Communication is the act of developing meaning among entities or groups through the use of
sufficiently mutually understood signs, symbols, and semiotic conventions.
In Claude Shannon's and Warren Weaver's influential model, human communication was
imagined to function like a telephone or telegraph. Accordingly, they conceptualized
communication as involving discrete steps:
These elements are now understood to be substantially overlapping and recursive activities rather
than steps in a sequence. For example, communicative actions can commence before a
communicator formulates a conscious attempt to do so, as in the case of phatics; likewise,
communicators modify their intentions and formulations of a message in response to real-time
feedback (e.g., a change in facial expression). Practices of decoding and interpretation are
culturally enacted, not just by individuals (genre conventions, for instance, trigger anticipatory
expectations for how a message is to be received), and receivers of any message operationalize
their own frames of reference in interpretation.
The channel of communication can be visual, auditory, tactile/haptic (e.g. Braille or other
physical means), olfactory, electromagnetic, or biochemical. Human communication is unique
for its extensive use of abstract language. Development of civilization has been closely linked
with progress in telecommunication.
Communication theory
Communication theory
Human communication
Listening
Speaking
Reading
Writing
Attitude
Body language (approachable)
Humor
Social skills
Jargon
Symbols
Symbolic communication
Mass communication
Proactive communications
Writing instrument
Meaning
Analogy
Analogy is a cognitive process of transferring information or meaning from a particular subject (the
analog, or source) to another (the target), or a linguistic expression corresponding to such a process.
In a narrower sense, analogy is an inference or an argument from one particular to another
particular, as opposed to deduction, induction, and abduction, in which at least one of the premises,
or the conclusion, is general rather than particular in nature. The term analogy can also refer to the
relation between the source and the target themselves, which is often (though not always)
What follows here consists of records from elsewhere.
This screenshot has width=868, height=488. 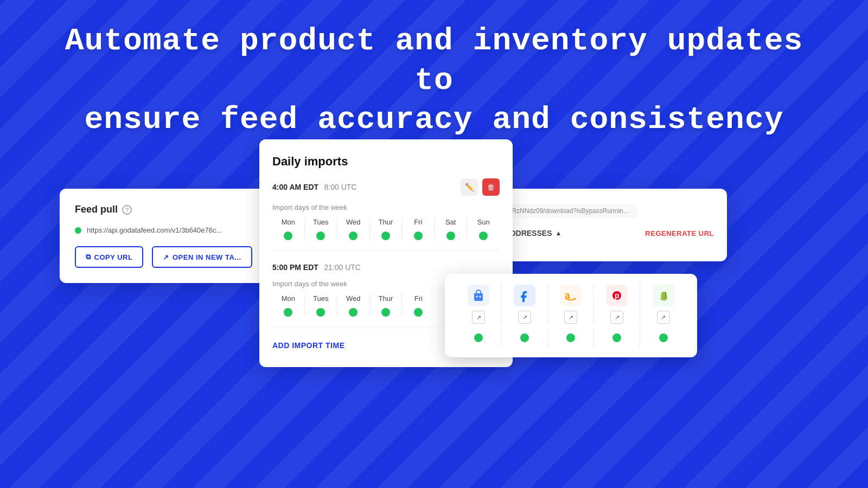 What do you see at coordinates (571, 317) in the screenshot?
I see `amazon-link-icon: ↗` at bounding box center [571, 317].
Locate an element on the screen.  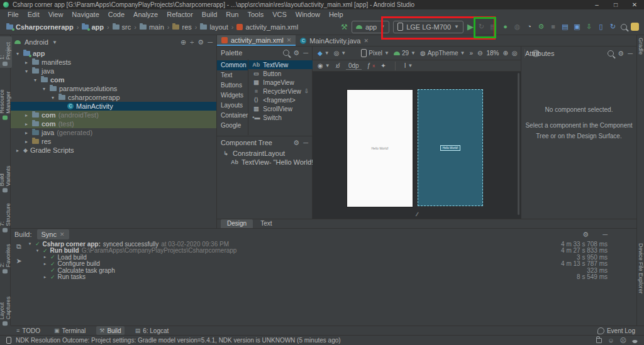
menu-edit: Edit is located at coordinates (34, 14).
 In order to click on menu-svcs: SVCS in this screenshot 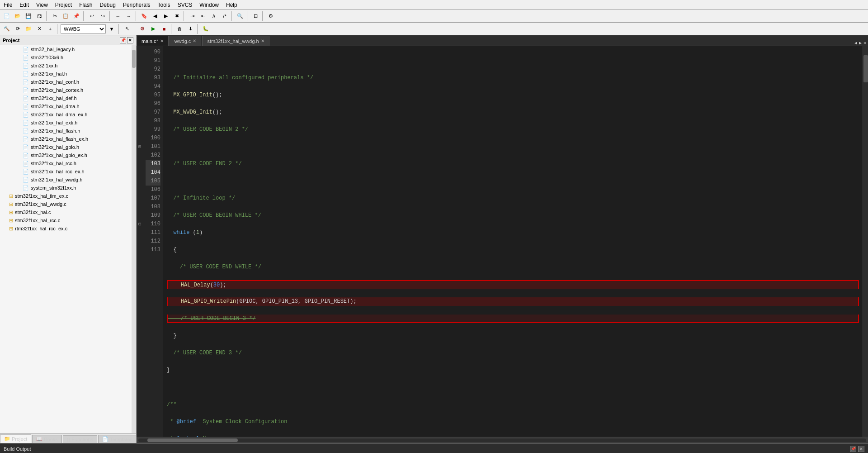, I will do `click(185, 5)`.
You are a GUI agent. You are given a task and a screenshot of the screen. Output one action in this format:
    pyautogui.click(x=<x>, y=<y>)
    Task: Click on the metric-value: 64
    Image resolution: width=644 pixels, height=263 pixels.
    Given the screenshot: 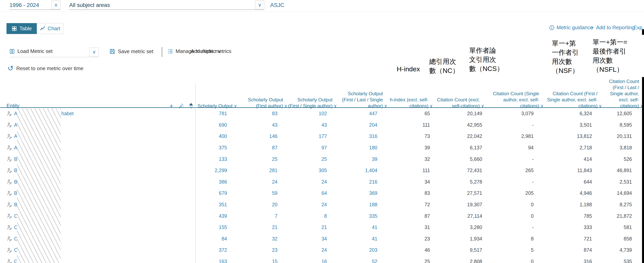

a similarity, as in the biological notion of analogy.
Communication studies
Communication studies or communication science is an academic discipline that deals with
processes of human communication and behavior, patterns of communication in interpersonal
relationships, social interactions and communication in different cultures. Communication is
commonly defined as giving, receiving or exchanging ideas, information, signals or messages
through appropriate media, enabling individuals or groups to persuade, to seek information, to
give information or to express emotions effectively. Communication studies is a social science
that uses various methods of empirical investigation and critical analysis to develop a body of
knowledge that encompasses a range of topics, from face-to-face conversation at a level of
individual agency and interaction to social and cultural communication systems at a macro level.
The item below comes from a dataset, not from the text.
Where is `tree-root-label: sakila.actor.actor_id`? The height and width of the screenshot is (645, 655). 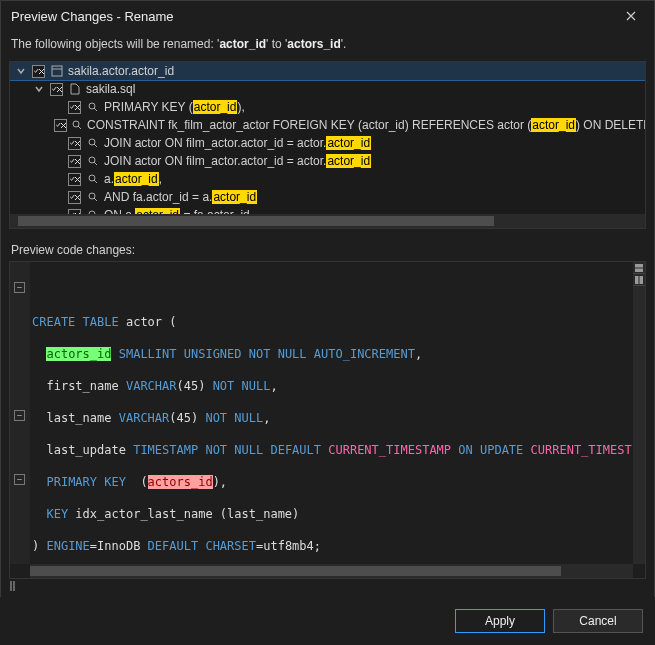
tree-root-label: sakila.actor.actor_id is located at coordinates (121, 71).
Communication programs include: journalism, film criticism, theatre, public relations, political science
(e.g., political campaign strategies, public speaking, effects of media on elections), as well as radio,
television, computer-mediated communication, film production, and new media. communication
programs include journalism, film criticism, theatre, public relations, political science (e.g., political
campaign strategies, public speaking, effects of media on elections), as well as radio, television,
computer-mediated communication, film production, and new media.